Dolphins enter first playoff game in 6 years with history vs. Bills – and playing backup QBs

David Santiago/dsantiago@miamiherald.com

Josh Allen’s comments came in passing but they proved prescient.

“That’s a really good football team,” the Buffalo quarterback said after the Week 15 meeting between the Dolphins and Bills. “Who knows if we’ll see them again? I’m pretty positive we will.”

Allen wasn’t far removed from giving the Dolphins a 32-29 loss, one that, while marking Miami’s third consecutive defeat in what would be a winless December, was a reminder that the team could blow-for-blow with an elite squad in the NFL.

Almost a month to the date of that prime-time matchup, the seventh-seeded Dolphins will face the No. 2 seed Bills at Highmark Stadium in Orchard Park, New York, in the wild-card round of the NFL playoffs on Sunday.

“It’s about time. It’s about time,” inside linebacker Jerome Baker said of the franchise’s first playoff game since the 2016 season. “But at the end of the day, it doesn’t matter if you don’t go up there and get the win, so I’m going to do everything I can to get the win, get the guys going and we’re going to come out ready to go and we’re going to get it done.”

The Dolphins, though, will head back to Orchard Park as a diminished version of the team that almost swept the Bills. Starting quarterback Tua Tagovailoa has been ruled out for his third consecutive game, as he remains in the league’s concussion protocol. Tagovailoa has not been cleared to practice after being diagnosed with his second concussion on Dec. 26.

His absence is the chief concern for a roster that will have more than two-thirds of its players making their postseason debuts, including key contributors such as Baker, wide receiver Jaylen Waddle and defensive tackle Christian Wilkins. Dolphins coach Mike McDaniel, who went on multiple playoff runs as an assistant with the San Francisco 49ers, downplayed the team’s perceived inexperience.

“I think the team gained a bunch of valuable experience with this end-of-the-season stretch,” he said. “A lot of the team hadn’t been exposed to significant prime-time games so they had not only a lot of exposure, but they had failed expectations, which is tough. And then the biggest thing is win or go home, that you feel in the playoffs. And that’s definitely what they felt [against the New York Jets in Week 18].”
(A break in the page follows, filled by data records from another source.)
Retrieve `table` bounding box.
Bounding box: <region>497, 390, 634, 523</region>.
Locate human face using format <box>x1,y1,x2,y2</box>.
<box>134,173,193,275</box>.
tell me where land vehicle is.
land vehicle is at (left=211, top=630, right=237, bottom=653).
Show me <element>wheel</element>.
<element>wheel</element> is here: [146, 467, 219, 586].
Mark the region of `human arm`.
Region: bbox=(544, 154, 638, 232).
As much as Dolphins faithful have longed to return to the postseason, a victory has been even more elusive. Miami hasn’t won a playoff game since the 2000 season, the second-longest active drought in the NFL. And it’s no coincidence that that stretch for all but one season has overlapped with the retirement of Hall of Fame quarterback Dan Marino in 2000.
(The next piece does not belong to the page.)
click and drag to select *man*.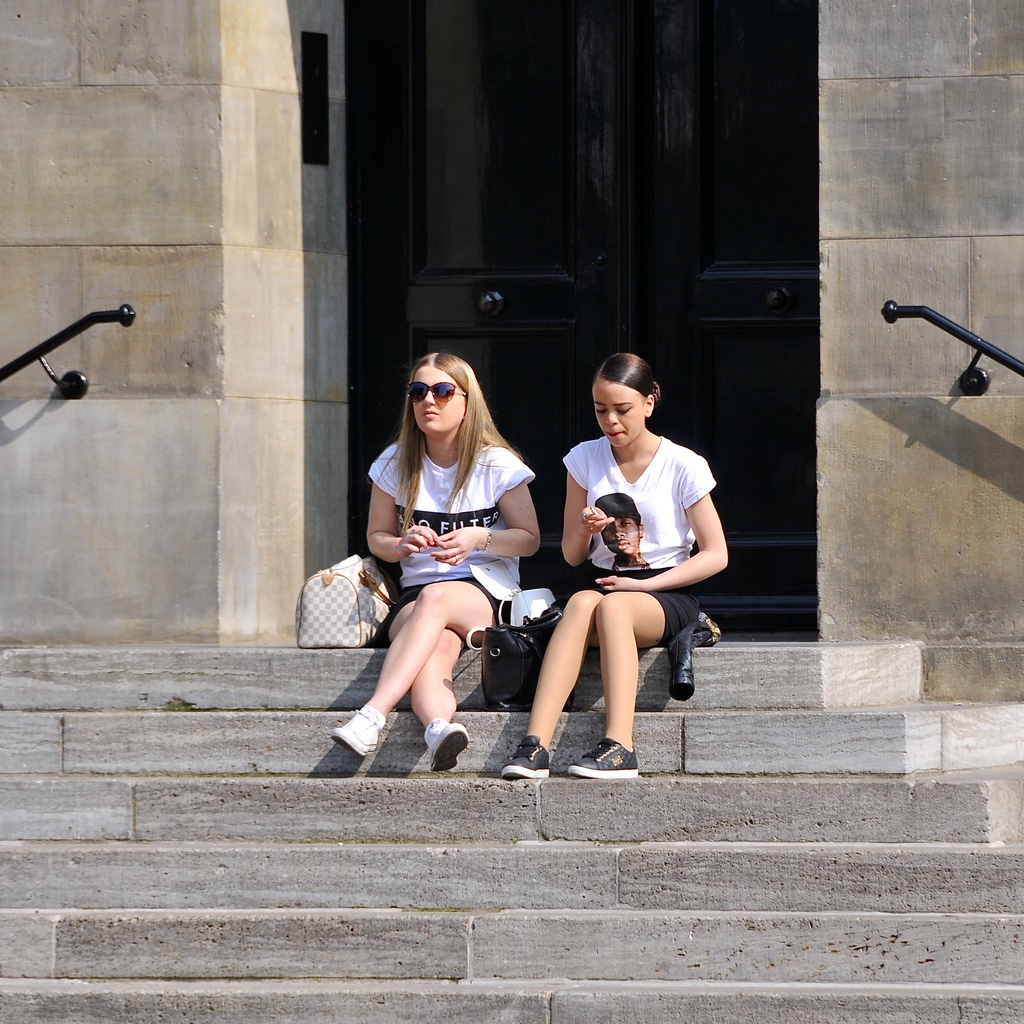
Selection: box=[585, 492, 663, 576].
The franchise checked one box when it pulled out an 11-6 victory over the Jets in the regular-season finale, ending a five-game losing streak and making the playoffs in McDaniel’s first season as head coach. But if the Dolphins want to end their two-decades-long streak without a playoff win, they will have to do it without the breakout player who has at times looked like the answer to Miami’s equally-as-long quarterback quandary.

Tagovailoa’s latest absence and the long-term concerns about his injury history not only loom over the Dolphins’ win-or-go-home game but an offseason that, whenever it arrives, will consist of hard discussions about his future within the franchise.

For now, though, the Dolphins can only place their attention on a division rivalry that spans several decades and includes multiple bouts in the playoffs. Sunday’s matchup will be the fifth all-time postseason game between the franchises, with Miami losing three of four.

Unfortunately for the Dolphins, Tagovailoa’s injury will deprive the game of the Marino-Kelly-like quarterback matchup that defined the rivalry for much of the ‘80s and ‘90s.

Instead, rookie Skylar Thompson, Miami’s seventh-round pick, will make his third career start. Teddy Bridgewater, who has been recovering from a dislocated pinkie on his right (throwing) hand, will again back up Thompson. Coincidentally, the last time the Dolphins played in the postseason, they were also without their starting quarterback. A late-season injury to Ryan Tannehill kept him out of a wild-card game against the Pittsburgh Steelers. Matt Moore got the start in a 30-12 defeat.

Sunday’s game, like the 2016 meeting, placed the Dolphins as double-digit underdogs in a matchup viewed by many as an insurmountable task.

“I’m more concerned about preparing the team,” McDaniel said when asked about the perception of a lopsided matchup. “That doesn’t make me, personally, blink. This just in — no one expected me personally to do anything that I’ve ever done, really. I think a journey of an NFL player is very similar with the amount of competition there is and how the parity is what it is. I think most guys on NFL teams have been told they couldn’t.

“It’s a really good football team that we’re playing, so we probably agree with people in that regard. Arguably the best in the league, it’s right up there. If we think we’re pretty good as well or have a higher opinion than everybody else, that’s not everybody else’s fault. I don’t know. I’m not surprised nor does it affect me that much at all. It’s more about playing the football game to the best of our ability and being happy with our investment. If you’re happy with your investment, you can live with the outcome, regardless of what it is.”